General
- The End of Productivity: Why creativity is the new currency of success. The essay argues that focus on pure productivity (and metrics) misses the things that humans value most. And that, potentially, the era of AI will actually shift in an emphasis from human productivity to human creativity being the focus of value.
- An interesting experiment (assuming it’s true): an AI jailbreaking contest. An AI agent was tasked with not approving an outgoing money transfer. Anyone can spend a small amount of money to send the AI a message. The money is added to the pool, and the cost-per-message increases slightly. It started at $10/message, and quickly grew to $450/message with a prize-pool of $50k. At that point, someone tricked the AI by sending a message that explained an inverted meaning of approveTransfer. So, they won the money.
- This acts as the usual reminder that modern LLMs are not robust against dedicated attackers that seek to trick them and extract information.
- Reportedly: Elon Musk lands priority for Nvidia GB200 delivery in January with US$1.08 billion. Paying a premium to get earlier access to next-gen chips may well be a good strategy.
- An interesting blog post by Lilian Weng: Reward Hacking in Reinforcement Learning. Some notes about modern RLHF applied to LLMs (based on this paper):
- RLHF increases human approval, but not necessarily correctness.
- RLHF weakens humans’ ability to evaluate: The error rate of human evaluation is higher after RLHF training.
- RLHF makes incorrect outputs more convincing to humans. The evaluation false positive rate significantly increases after RLHF training.
- Andrej Karpathy provides an interesting historical look at how the transformer architecture was invented (c.f. Attention Is All you Need.)
- A critical analysis of “openness” in AI: Why ‘open’ AI systems are actually closed, and why this matters. They note that the current version of “open” does not preclude concentration of power.
Research Insights
- Do Large Language Models Perform Latent Multi-Hop Reasoning without Exploiting Shortcuts?
- Reverse Thinking Makes LLMs Stronger Reasoners. Humans reason not just from problem-to-solution, but also from solution backwards.
- Last week saw many results attempting to replicate OpenAI o1’s reasoning ability. Now we also have: o1-Coder: an o1 Replication for Coding (code).
LLM
- Amazon enters the fight with Nova (docs, benchmarks). Although not leading on benchmarks, they promise good performance-per-dollar; will be available on Amazon Bedrock.
AI Agents
Audio
- Hume adds a voice creation mode where one can adjust intuitive sliders to pick out the desired voice.
- ElevenLabs previously announced intentions to build a conversational AI platform. This capability is now launching; they claim it their interface makes it extremely easy to build a conversational voice bot, and allows you to select the LLM that is called behind-the-scenes.
Video
- Google et al. show off: Generative Omnimatte: Learning to Decompose Video into Layers (preprint). It can separate a video into distinct layers, including associating affects (e.g. shadows) with the correct layer (parent object), and inpainting missing portions (e.g. occluded background). Obvious utility for visual effects work: can be used to make a particular person/object invisible (including their shadows), to apply edits to just one component (object or background), etc.
- Invideo are demoing a system where a single prompt generates an entire video sequence telling a story (example). I think that creators generally want more granular control of output so they can put together a precise narrative. But there are use-cases where this kind of fully automated generation may make sense.
- It’s easy to look at the output and find the visual or narrative flaws. But also interesting to remember how advanced this is compared to what was possible 6-9 months ago. There is obviously a huge amount of untapped potential in these kinds of systems, as they become more refined.
- Runway tease a prototype for a system to enable control over generative video, where videos are defined by keyframes and adjusting the connection/interpolation between them (blog post).
- In October 2023, there were some prototypes of a “prompt travel” idea wherein a video was generated by picking a path through the image-generation latent space. One would define keyframe images, and the system would continually vary the effective prompt to interpolate between them (preprint, animatediff-cli-prompt-travel). This provided a level of control (while not being robust enough to actually enforce coherent temporal physics). Runway’s approach (leveraging a video model) may finally enable the required control and consistency.
- Tencent announce an open-source video model: Hunyuan Video (example, video-to-video example).
World Synthesis
- World Labs (which includes Fei-Fei Li) is working on 3D world generation from a single image (examples, more examples).
- Not to be outdone, Google then announced: Genie 2: A large-scale foundation world model, which can generate playable worlds.
Science
- Google Introduces A.I. Agent That Aces 15-Day Weather Forecasts. Scientific paper: Probabilistic weather forecasting with machine learning.
Brain
- Whole-brain mapping is advancing. We recently saw release of a fly brain map (140,000 neurons). Now, a roadmap effort claims that whole-brain mapping for mammalian brains should be possible in the coming years.
Hardware
- ASML released a hype-video describing the complexity of modern lithography (in particular the computational lithography aspect). There is no new information, but it’s a nice reminder of the nature of the state-of-the-art.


**Required work**
Transcribe every record that appears below, exactly and in full.
=-=-=-=-=
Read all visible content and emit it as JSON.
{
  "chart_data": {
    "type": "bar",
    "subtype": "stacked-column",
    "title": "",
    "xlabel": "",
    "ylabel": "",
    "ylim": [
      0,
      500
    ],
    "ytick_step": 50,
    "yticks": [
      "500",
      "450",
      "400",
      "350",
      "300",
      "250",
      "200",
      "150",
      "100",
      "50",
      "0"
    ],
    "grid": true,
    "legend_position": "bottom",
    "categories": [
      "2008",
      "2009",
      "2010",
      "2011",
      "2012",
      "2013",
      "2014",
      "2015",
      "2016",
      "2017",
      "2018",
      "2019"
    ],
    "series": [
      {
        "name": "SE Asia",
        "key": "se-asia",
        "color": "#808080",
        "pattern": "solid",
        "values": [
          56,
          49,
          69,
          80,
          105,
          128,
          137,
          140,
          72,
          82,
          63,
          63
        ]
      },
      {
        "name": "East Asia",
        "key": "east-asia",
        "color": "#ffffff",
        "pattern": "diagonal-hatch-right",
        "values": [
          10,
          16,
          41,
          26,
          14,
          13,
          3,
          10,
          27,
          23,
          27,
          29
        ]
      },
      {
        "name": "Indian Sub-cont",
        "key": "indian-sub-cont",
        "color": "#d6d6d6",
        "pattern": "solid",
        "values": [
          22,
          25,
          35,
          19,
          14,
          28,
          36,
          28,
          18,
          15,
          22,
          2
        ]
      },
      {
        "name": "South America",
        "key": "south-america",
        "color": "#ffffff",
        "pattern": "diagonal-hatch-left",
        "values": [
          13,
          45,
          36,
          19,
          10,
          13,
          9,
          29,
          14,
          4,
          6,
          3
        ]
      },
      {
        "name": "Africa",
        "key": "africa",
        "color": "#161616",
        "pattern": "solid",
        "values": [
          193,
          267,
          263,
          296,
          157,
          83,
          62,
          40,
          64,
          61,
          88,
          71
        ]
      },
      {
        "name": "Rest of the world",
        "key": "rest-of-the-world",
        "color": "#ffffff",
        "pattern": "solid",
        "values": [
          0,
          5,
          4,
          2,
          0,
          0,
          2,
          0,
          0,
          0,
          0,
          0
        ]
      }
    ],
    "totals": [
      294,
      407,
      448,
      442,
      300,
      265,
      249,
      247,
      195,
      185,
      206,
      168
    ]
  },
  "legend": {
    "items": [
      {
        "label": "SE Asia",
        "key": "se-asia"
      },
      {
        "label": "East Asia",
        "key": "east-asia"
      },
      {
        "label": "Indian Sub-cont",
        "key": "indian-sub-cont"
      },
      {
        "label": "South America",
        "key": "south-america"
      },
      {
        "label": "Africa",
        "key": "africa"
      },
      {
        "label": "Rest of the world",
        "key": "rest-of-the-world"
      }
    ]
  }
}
=-=-=-=-=
**Answer to the exercise**
Read all visible content and emit it as JSON.
{
  "chart_data": {
    "type": "bar",
    "subtype": "stacked-column",
    "title": "",
    "xlabel": "",
    "ylabel": "",
    "ylim": [
      0,
      500
    ],
    "ytick_step": 50,
    "yticks": [
      "500",
      "450",
      "400",
      "350",
      "300",
      "250",
      "200",
      "150",
      "100",
      "50",
      "0"
    ],
    "grid": true,
    "legend_position": "bottom",
    "categories": [
      "2008",
      "2009",
      "2010",
      "2011",
      "2012",
      "2013",
      "2014",
      "2015",
      "2016",
      "2017",
      "2018",
      "2019"
    ],
    "series": [
      {
        "name": "SE Asia",
        "key": "se-asia",
        "color": "#808080",
        "pattern": "solid",
        "values": [
          56,
          49,
          69,
          80,
          105,
          128,
          137,
          140,
          72,
          82,
          63,
          63
        ]
      },
      {
        "name": "East Asia",
        "key": "east-asia",
        "color": "#ffffff",
        "pattern": "diagonal-hatch-right",
        "values": [
          10,
          16,
          41,
          26,
          14,
          13,
          3,
          10,
          27,
          23,
          27,
          29
        ]
      },
      {
        "name": "Indian Sub-cont",
        "key": "indian-sub-cont",
        "color": "#d6d6d6",
        "pattern": "solid",
        "values": [
          22,
          25,
          35,
          19,
          14,
          28,
          36,
          28,
          18,
          15,
          22,
          2
        ]
      },
      {
        "name": "South America",
        "key": "south-america",
        "color": "#ffffff",
        "pattern": "diagonal-hatch-left",
        "values": [
          13,
          45,
          36,
          19,
          10,
          13,
          9,
          29,
          14,
          4,
          6,
          3
        ]
      },
      {
        "name": "Africa",
        "key": "africa",
        "color": "#161616",
        "pattern": "solid",
        "values": [
          193,
          267,
          263,
          296,
          157,
          83,
          62,
          40,
          64,
          61,
          88,
          71
        ]
      },
      {
        "name": "Rest of the world",
        "key": "rest-of-the-world",
        "color": "#ffffff",
        "pattern": "solid",
        "values": [
          0,
          5,
          4,
          2,
          0,
          0,
          2,
          0,
          0,
          0,
          0,
          0
        ]
      }
    ],
    "totals": [
      294,
      407,
      448,
      442,
      300,
      265,
      249,
      247,
      195,
      185,
      206,
      168
    ]
  },
  "legend": {
    "items": [
      {
        "label": "SE Asia",
        "key": "se-asia"
      },
      {
        "label": "East Asia",
        "key": "east-asia"
      },
      {
        "label": "Indian Sub-cont",
        "key": "indian-sub-cont"
      },
      {
        "label": "South America",
        "key": "south-america"
      },
      {
        "label": "Africa",
        "key": "africa"
      },
      {
        "label": "Rest of the world",
        "key": "rest-of-the-world"
      }
    ]
  }
}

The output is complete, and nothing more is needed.